The Cryofuel Systems Group (CFS) was formed as a part of the Institute for Integrated Energy Systems (IESVic) to design and build a cost effective natural gas (NG) refuelling system. A key component of the refuelling system is the liquefier. CFS is developing an active magnetic regenerative refrigerator (AMRR) as a potentially economical means of efficiently liquefying the NG. A magnetic regenerator is the heart of the AMRR device. It provides the thermodynamic work and the passive regeneration to allow the AMRR to operate over large temperature spans . This thesis deals with the development of the magnetic refrigerants that will comprise the regenerator of a prototype that will span from 110 K to 240 K with a cooling power of 700 W. The work has been broken into four parts: selection of the magnetic refrigerants, preparation and characterization of selected materials, manufacture of high performance active magnetic regenerators from the magnetic refrigerants, and testing of fabricated regenerators.
An AMRR is a complicated thermodynamic system that is composed of two interlinked subsystems, the magnetic refrigerant and the circulating heat transfer fluid . To properly select magnetic refrigerants for the AMRR, two fundamental criteria must be satisfied: (1) the material must provide the required temperature difference to the heat transfer fluid at the hot and cold boundaries of the device to allow the specified cooling load (with the net work and any entropy created) to be pumped and deposited to the environment, and (2) the magnetic material must do enough net work to satisfy a first law thermodynamic energy balance.
When selecting magnetic materials for the AMRR, the fundamental screening characteristic is magnetic entropy change per unit volume of the refrigerant as a function of applied field and temperature. For the temperature range of interest in the prototype, heavy rare earth elements and intra-rare earth alloys are excellent choices because they not only have large magnetic entropy changes, but they are also have good formability characteristics. Several refrigerants must be layered in the regenerator to meet the above selection criteria and to allow the transient start-up of the device. The materials chosen for the prototype AMRR were elemental dysprosium and three alloys of gadolinium and dysprosium.
The selected AMRR materials must be manufactured into highly effective regenerator geometries. Wire screen and packed particle bed geometries offer the best compromise at this time between performance and manufacturing ease. To make an effective packed particle bed, 100±20µm particles were manufactured using a rotating plasma arc atomization method. This technique produced high quality dysprosium particles with an effective yield of 29%. Special tests were conducted that showed the bulk resistivity of the l00µm particles is at least 13 orders of magnitude greater than pure dysprosium. This makes entropy production due to predicted eddy currents negligible.
As is the case with particles, highly effective wire screen geometries require very fine media and hence, the availability of small diameter rare earth wire. Dysprosium was successfully drawn to a diameter of 66µm but began to break at this point because the original as-cast grain structure was not treated. Indications are that with an initial hot swage, the wire can be drawn to ~25µm. To our knowledge, this is the first time such wire has been made, and it gives the capability to weave up to 400 mesh screens. Because of the high set-up cost of fine screen weaving with new and unfamiliar material, packed particle beds were chosen for the prototype. Fine mesh wire screens will theoretically outperform packed particles when considering the AMRR prototype operating conditions. If the experimental performance is as excellent, the cost of future development will be justified. Randomly stacked matts of these wires may be a practical alternative.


* **The problem**: Which lines in the listing below contain "JSON"? Copy each of them.
Supplied material START
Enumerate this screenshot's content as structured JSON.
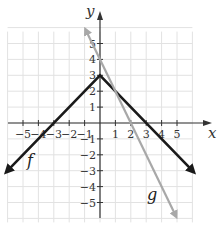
{
  "chart_data": {
    "type": "line",
    "title": "",
    "xlabel": "x",
    "ylabel": "y",
    "xlim": [
      -6,
      6
    ],
    "ylim": [
      -6,
      6
    ],
    "grid": true,
    "x_ticks": [
      -5,
      -4,
      -3,
      -2,
      -1,
      1,
      2,
      3,
      4,
      5
    ],
    "y_ticks": [
      -5,
      -4,
      -3,
      -2,
      -1,
      1,
      2,
      3,
      4,
      5
    ],
    "x_tick_labels": [
      "−5",
      "−4",
      "−3",
      "−2",
      "−1",
      "1",
      "2",
      "3",
      "4",
      "5"
    ],
    "y_tick_labels": [
      "−5",
      "−4",
      "−3",
      "−2",
      "−1",
      "1",
      "2",
      "3",
      "4",
      "5"
    ],
    "series": [
      {
        "name": "f",
        "color": "#1a1a1a",
        "formula": "f(x) = 3 - |x|",
        "points": [
          [
            -6,
            -3
          ],
          [
            0,
            3
          ],
          [
            6,
            -3
          ]
        ],
        "label_pos": [
          -5.0,
          -2.2
        ]
      },
      {
        "name": "g",
        "color": "#a8a8a8",
        "formula": "g(x) = -2x + 4",
        "points": [
          [
            -0.9,
            5.8
          ],
          [
            4.9,
            -5.8
          ]
        ],
        "label_pos": [
          3.4,
          -4.6
        ]
      }
    ]
  },
  "labels": {
    "x_axis": "x",
    "y_axis": "y",
    "f": "f",
    "g": "g"
  }
}
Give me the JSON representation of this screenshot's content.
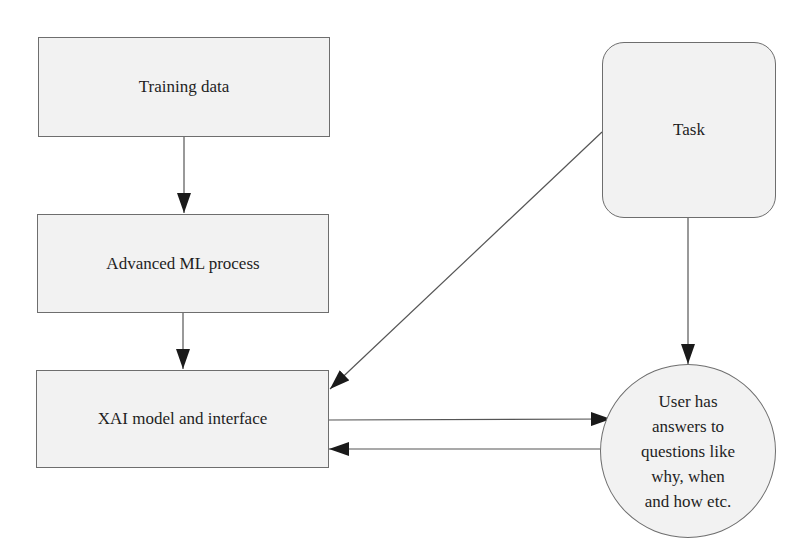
{
  "diagram": {
    "type": "flowchart",
    "nodes": [
      {
        "id": "training_data",
        "label": "Training data",
        "shape": "rectangle"
      },
      {
        "id": "advanced_ml",
        "label": "Advanced ML process",
        "shape": "rectangle"
      },
      {
        "id": "xai_model",
        "label": "XAI model and interface",
        "shape": "rectangle"
      },
      {
        "id": "task",
        "label": "Task",
        "shape": "rounded-rectangle"
      },
      {
        "id": "user_answers",
        "label": "User has\nanswers to\nquestions like\nwhy, when\nand how etc.",
        "shape": "circle"
      }
    ],
    "edges": [
      {
        "from": "training_data",
        "to": "advanced_ml"
      },
      {
        "from": "advanced_ml",
        "to": "xai_model"
      },
      {
        "from": "task",
        "to": "xai_model"
      },
      {
        "from": "task",
        "to": "user_answers"
      },
      {
        "from": "xai_model",
        "to": "user_answers"
      },
      {
        "from": "user_answers",
        "to": "xai_model"
      }
    ]
  },
  "colors": {
    "node_fill": "#f2f2f2",
    "node_border": "#6e6e6e",
    "edge": "#555555",
    "arrowhead": "#1a1a1a"
  }
}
Supplied material END
* **Your solution**:
Enumerate this screenshot's content as structured JSON.
Give me the JSON representation of this screenshot's content.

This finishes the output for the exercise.